Here’s an interesting perspective by Bruce Weber on the Derek Jeter incident the other night, where he feigned being hit by a pitch that actually struck the knob of his bat. Weber says it’s not the players who are supposed to keep game honest, it’s the umpires:
I’d argue that a prime function of officials is to relieve players of the burden of honor. After all, on a bang-bang play at first base, when the runner is called safe but knows in his heart he was out, he does not feel compelled to correct the umpire’s misimpression.
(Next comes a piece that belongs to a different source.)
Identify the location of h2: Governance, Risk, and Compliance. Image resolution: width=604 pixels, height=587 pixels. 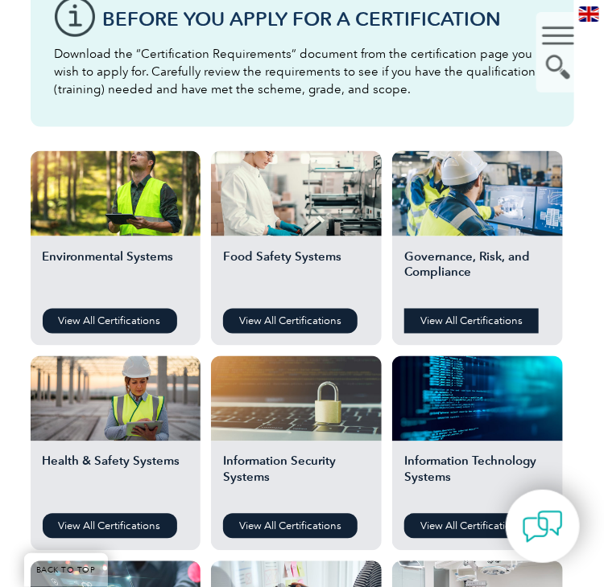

Officials, not athletes, are the ones who make sure that the game is fair. One thing that means is that opponents have equal opportunity to influence them. This is why it is not only acceptable but entirely accepted that soccer players will careen to the ground after a slight jostle, hoping to induce a yellow card; that offensive and defensive linemen will point at each other after a whistle on the line of scrimmage, each accusing the other of moving first; that catchers habitually tug an outside pitch toward the plate in an effort to convince the ump that a ball is a strike, the baseball version of “Who are you going to believe? Me or your own lying eyes?”
Weber’s entire piece is here. His book is “As They See ‘Em: A Fan’s Travels In The Land Of Umpires.” I had a conversation with him when the book was published in May, 2009, which you can listen to here.